Mortgage rates may have ebbed slightly higher today, but that only erased a fraction of the improvement seen over the past 2 days. Combined with the even stronger showing 2 weeks ago, this makes November the best month of 2018 in terms of mortgage rate improvement.
All of the good times come with a price, however, as the first few days of the month saw rates move to their highest levels in more than 7 years. Nonetheless, anyone in the market to buy or refi has seen a meaningful improvement over the past 3 weeks.

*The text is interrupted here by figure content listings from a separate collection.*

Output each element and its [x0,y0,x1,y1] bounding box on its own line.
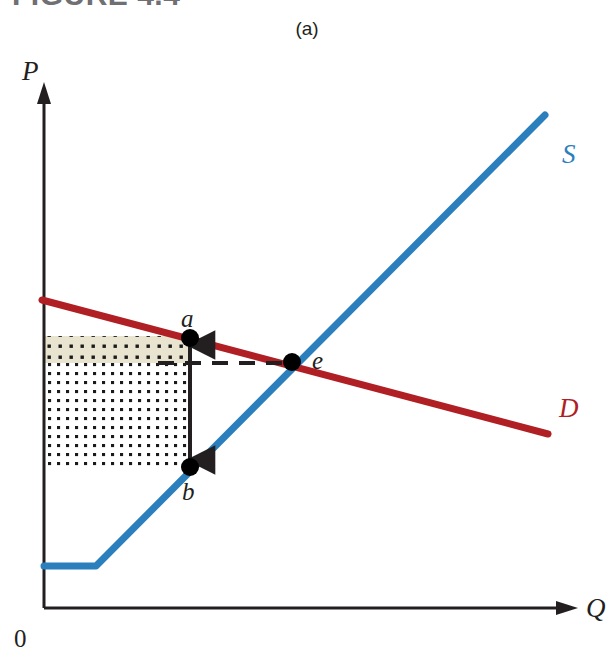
lower-shaded-band [44,363,190,467]
p-axis-arrowhead [37,82,51,104]
point-e-label: e [312,347,323,374]
p-axis-label: P [21,56,39,86]
upper-shaded-band [44,336,190,363]
q-axis-arrowhead [556,601,578,615]
point-a-label: a [181,305,194,332]
point-e [283,353,301,371]
supply-demand-chart: P Q 0 S D a b e [0,0,614,657]
supply-curve-label: S [562,139,576,169]
demand-curve-label: D [558,393,579,423]
origin-label: 0 [14,625,27,652]
point-b-label: b [182,478,195,505]
shaded-regions [44,336,190,467]
figure-container: FIGURE 4.4 (a) [0,0,614,657]
q-axis-label: Q [586,593,606,623]
point-b [181,458,199,476]
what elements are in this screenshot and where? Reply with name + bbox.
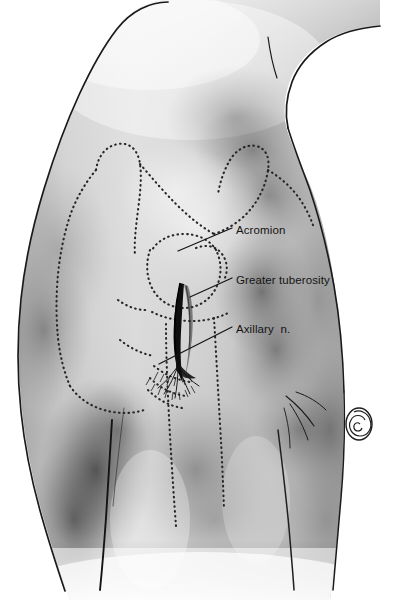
body-shading — [0, 0, 399, 600]
label-greater-tuberosity: Greater tuberosity — [236, 274, 330, 286]
illustration-canvas: Acromion Greater tuberosity Axillary n. — [0, 0, 399, 600]
shoulder-anatomy-figure — [0, 0, 399, 600]
label-axillary-nerve: Axillary n. — [236, 323, 290, 335]
label-acromion: Acromion — [236, 224, 285, 236]
nipple-areola — [346, 408, 372, 440]
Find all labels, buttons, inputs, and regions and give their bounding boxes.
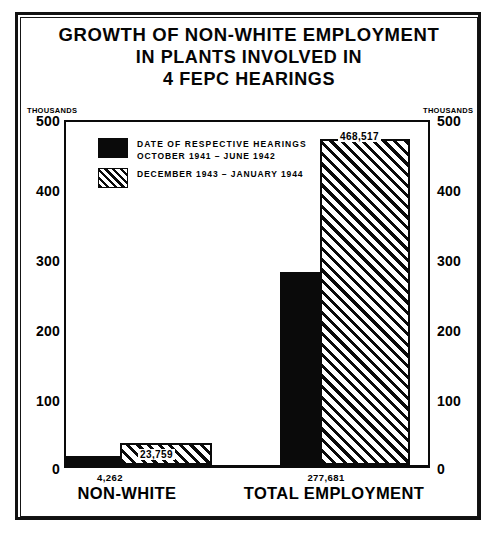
y-tick-right-500: 500 <box>437 114 497 128</box>
y-tick-left-100: 100 <box>0 394 60 408</box>
category-label-total-employment: TOTAL EMPLOYMENT <box>236 484 432 503</box>
legend-label-series1: OCTOBER 1941 – JUNE 1942 <box>137 150 307 162</box>
poster-canvas: GROWTH OF NON-WHITE EMPLOYMENT IN PLANTS… <box>0 0 497 544</box>
value-label-total-series1: 277,681 <box>276 472 376 483</box>
value-label-total-series2: 468,517 <box>338 131 381 142</box>
legend-row-series1[interactable]: DATE OF RESPECTIVE HEARINGS OCTOBER 1941… <box>98 138 328 162</box>
value-label-nonwhite-series2: 23,759 <box>138 449 175 460</box>
category-label-nonwhite: NON-WHITE <box>42 484 212 503</box>
bar-chart: THOUSANDS THOUSANDS 500 400 300 200 100 … <box>0 0 497 544</box>
y-tick-left-400: 400 <box>0 184 60 198</box>
y-tick-right-100: 100 <box>437 394 497 408</box>
legend-heading: DATE OF RESPECTIVE HEARINGS <box>137 138 307 150</box>
y-tick-right-300: 300 <box>437 254 497 268</box>
legend-swatch-solid-icon <box>98 138 128 158</box>
plot-area: 23,759 468,517 DATE OF RESPECTIVE HEARIN… <box>64 120 430 468</box>
bar-nonwhite-series1[interactable] <box>66 456 120 465</box>
y-tick-left-0: 0 <box>0 462 60 476</box>
y-tick-left-300: 300 <box>0 254 60 268</box>
value-label-nonwhite-series1: 4,262 <box>60 472 160 483</box>
legend-row-series2[interactable]: DECEMBER 1943 – JANUARY 1944 <box>98 168 328 188</box>
legend-label-series2: DECEMBER 1943 – JANUARY 1944 <box>137 168 303 180</box>
chart-legend: DATE OF RESPECTIVE HEARINGS OCTOBER 1941… <box>98 138 328 194</box>
bar-total-series2[interactable] <box>320 139 410 465</box>
y-tick-left-200: 200 <box>0 324 60 338</box>
y-tick-left-500: 500 <box>0 114 60 128</box>
y-tick-right-400: 400 <box>437 184 497 198</box>
y-tick-right-200: 200 <box>437 324 497 338</box>
y-tick-right-0: 0 <box>437 462 497 476</box>
legend-swatch-hatch-icon <box>98 168 128 188</box>
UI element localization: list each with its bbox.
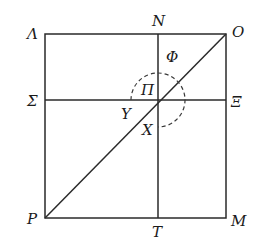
label-T: T xyxy=(152,223,163,241)
label-xi: Ξ xyxy=(230,93,242,111)
geometry-diagram: Λ N O Φ Π Σ Ξ Υ X P T M xyxy=(0,0,261,252)
label-P: P xyxy=(26,210,38,228)
diagonal-PO xyxy=(45,34,226,218)
label-M: M xyxy=(230,212,247,230)
label-chi: X xyxy=(141,121,154,139)
label-pi: Π xyxy=(140,81,155,99)
label-O: O xyxy=(232,23,244,41)
label-lambda: Λ xyxy=(25,25,38,43)
label-upsilon: Υ xyxy=(121,105,133,123)
label-N: N xyxy=(151,12,166,30)
label-phi: Φ xyxy=(166,48,178,66)
label-sigma: Σ xyxy=(26,92,38,110)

How meaningful is meaningful? Assuming a loan amount of $300,000, the average mortgage payment (30yr fixed, conventional) would be $45/mo lower this week vs last week, and $90/mo lower vs the beginning of the month. In terms of upfront costs (i.e. if you were paying points to keep your rate low), you'd be saving $1500 cash today compared to last week, and $3000 compared to the beginning of the month. Not bad!
If December is able to keep these good times rolling, it will depend on the economic data set to release next week--especially the important jobs report on Friday.

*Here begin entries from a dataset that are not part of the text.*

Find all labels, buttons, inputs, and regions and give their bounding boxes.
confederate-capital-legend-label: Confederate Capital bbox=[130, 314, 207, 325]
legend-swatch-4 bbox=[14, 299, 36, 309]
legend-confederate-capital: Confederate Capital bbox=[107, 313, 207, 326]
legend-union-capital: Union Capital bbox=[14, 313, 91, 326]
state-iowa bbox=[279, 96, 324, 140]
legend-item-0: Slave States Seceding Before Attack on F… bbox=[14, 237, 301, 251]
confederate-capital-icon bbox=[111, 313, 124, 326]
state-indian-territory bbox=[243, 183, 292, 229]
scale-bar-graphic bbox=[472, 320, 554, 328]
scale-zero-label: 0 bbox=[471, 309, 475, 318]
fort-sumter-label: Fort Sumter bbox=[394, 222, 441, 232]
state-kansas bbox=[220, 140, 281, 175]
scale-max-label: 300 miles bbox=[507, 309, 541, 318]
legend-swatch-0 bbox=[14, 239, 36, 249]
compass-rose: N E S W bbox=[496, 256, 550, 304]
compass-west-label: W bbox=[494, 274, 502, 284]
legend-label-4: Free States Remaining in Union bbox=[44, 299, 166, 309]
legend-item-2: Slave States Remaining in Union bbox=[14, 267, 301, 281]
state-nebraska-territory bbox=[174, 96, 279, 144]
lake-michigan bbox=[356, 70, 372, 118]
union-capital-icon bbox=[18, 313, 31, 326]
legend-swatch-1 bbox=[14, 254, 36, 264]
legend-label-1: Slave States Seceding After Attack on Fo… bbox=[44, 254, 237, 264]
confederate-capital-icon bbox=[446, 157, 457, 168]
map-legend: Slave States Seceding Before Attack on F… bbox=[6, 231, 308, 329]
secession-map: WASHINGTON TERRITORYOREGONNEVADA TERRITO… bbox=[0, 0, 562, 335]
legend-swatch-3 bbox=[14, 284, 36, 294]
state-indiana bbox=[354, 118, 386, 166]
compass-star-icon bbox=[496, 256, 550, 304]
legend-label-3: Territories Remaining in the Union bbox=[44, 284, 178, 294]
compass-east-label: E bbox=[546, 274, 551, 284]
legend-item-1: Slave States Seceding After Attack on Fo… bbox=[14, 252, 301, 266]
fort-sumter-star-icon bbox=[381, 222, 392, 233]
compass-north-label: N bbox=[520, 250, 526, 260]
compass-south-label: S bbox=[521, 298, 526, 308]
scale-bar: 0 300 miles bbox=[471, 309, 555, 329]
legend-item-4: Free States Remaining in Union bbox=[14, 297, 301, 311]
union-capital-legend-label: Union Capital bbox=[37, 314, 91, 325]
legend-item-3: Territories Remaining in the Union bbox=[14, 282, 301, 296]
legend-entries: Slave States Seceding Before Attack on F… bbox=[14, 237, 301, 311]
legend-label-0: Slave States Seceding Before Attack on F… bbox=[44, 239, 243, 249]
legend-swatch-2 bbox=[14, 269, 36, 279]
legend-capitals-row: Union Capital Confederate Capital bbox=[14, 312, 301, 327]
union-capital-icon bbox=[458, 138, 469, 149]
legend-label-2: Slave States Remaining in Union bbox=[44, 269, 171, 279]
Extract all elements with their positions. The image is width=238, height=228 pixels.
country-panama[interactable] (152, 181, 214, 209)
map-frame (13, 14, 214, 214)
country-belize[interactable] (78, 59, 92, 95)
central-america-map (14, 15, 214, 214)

Loan Originator Perspective
Bonds retained the week's gains today, despite inflation data that exceeded expectations. Early November's rate spike is fading, and it appears we've weathered 2018's highest rates. I'm still locking most loans, but wouldn't disagree with a risk-tolerant client who wanted to cautiously float. -Ted Rood, Senior Originator
Today's Most Prevalent Rates
- 30YR FIXED - 4.875%
- FHA/VA - 4.375%-4.5%
- 15 YEAR FIXED - 4.375%
- 5 YEAR ARMS - 4.375%-4.875% depending on the lender
Ongoing Lock/Float Considerations
- Rates continue coping with several big-picture headwinds, including: the Fed's rate hike outlook (and general policy tightening), the increased amount of Treasury issuance to pay for the tax bill (higher bond issuance = higher rates), and the possibility that fiscal stimulus results in higher growth/inflation (which certainly seems to be the case so far in 2018).

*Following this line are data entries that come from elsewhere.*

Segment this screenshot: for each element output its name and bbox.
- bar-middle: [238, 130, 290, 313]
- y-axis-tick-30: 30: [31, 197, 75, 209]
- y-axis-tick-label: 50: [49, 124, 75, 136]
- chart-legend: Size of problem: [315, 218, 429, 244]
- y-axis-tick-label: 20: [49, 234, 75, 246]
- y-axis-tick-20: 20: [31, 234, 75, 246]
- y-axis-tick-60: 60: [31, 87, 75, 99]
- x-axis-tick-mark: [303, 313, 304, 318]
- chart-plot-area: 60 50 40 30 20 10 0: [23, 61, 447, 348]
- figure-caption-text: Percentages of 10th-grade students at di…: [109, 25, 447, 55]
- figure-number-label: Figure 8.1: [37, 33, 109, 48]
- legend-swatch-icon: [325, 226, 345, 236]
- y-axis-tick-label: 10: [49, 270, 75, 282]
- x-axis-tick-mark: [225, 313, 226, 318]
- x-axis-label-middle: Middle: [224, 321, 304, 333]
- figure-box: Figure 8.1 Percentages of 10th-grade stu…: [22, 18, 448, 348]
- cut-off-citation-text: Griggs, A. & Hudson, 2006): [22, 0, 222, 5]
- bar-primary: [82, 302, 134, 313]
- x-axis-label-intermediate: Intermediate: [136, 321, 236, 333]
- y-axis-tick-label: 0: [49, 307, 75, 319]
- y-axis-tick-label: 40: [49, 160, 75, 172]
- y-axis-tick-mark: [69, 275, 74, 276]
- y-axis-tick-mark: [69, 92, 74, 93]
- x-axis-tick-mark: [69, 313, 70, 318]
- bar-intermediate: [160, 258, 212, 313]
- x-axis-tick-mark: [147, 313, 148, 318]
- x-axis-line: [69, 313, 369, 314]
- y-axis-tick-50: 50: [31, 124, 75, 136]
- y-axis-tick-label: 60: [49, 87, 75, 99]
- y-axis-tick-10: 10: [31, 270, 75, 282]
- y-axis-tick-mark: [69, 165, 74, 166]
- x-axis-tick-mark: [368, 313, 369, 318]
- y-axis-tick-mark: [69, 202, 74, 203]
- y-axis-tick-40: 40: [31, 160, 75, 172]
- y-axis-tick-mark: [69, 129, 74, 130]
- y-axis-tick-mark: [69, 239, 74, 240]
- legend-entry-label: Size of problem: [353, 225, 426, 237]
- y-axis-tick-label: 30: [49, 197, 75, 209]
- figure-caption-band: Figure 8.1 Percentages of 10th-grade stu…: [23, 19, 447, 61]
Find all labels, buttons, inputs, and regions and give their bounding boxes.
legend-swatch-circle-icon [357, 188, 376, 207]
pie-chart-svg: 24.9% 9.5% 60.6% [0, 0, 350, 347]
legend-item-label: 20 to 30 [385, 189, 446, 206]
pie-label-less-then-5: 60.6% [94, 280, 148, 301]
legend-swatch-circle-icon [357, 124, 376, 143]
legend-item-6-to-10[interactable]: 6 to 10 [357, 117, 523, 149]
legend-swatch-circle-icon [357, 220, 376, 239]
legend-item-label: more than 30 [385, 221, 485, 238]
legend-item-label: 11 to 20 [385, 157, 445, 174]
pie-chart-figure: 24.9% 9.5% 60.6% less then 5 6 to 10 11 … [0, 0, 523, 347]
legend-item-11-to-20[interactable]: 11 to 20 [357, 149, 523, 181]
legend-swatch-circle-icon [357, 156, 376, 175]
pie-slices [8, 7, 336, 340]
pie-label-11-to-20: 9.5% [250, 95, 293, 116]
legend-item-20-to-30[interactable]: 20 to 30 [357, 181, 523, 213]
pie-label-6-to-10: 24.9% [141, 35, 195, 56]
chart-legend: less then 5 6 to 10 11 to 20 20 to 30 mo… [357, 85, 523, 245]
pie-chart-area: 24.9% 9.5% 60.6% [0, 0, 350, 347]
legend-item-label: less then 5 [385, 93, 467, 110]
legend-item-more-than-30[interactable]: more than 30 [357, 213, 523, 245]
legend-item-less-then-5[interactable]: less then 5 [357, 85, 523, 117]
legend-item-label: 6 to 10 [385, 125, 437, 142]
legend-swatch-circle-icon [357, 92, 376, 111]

- While rates were able to recover and stay sideways in the summer months, September and October have seen a surge up to the highest levels in more than 7 years.
- Upward pressure can continue as long as economic growth and inflation continue running near long-term highs. Stay defensive (i.e. generally more lock-biased). It will take a big change in economic fundamentals or geopolitical risk for the big picture to change. Such things tend to not happen as quickly as we'd like.
- Rates discussed refer to the most frequently-quoted, conforming, conventional 30yr fixed rate for top tier borrowers among average to well-priced lenders. The rates generally assume little-to-no origination or discount except as noted when applicable. Rates appearing on this page are "effective rates" that take day-to-day changes in upfront costs into consideration.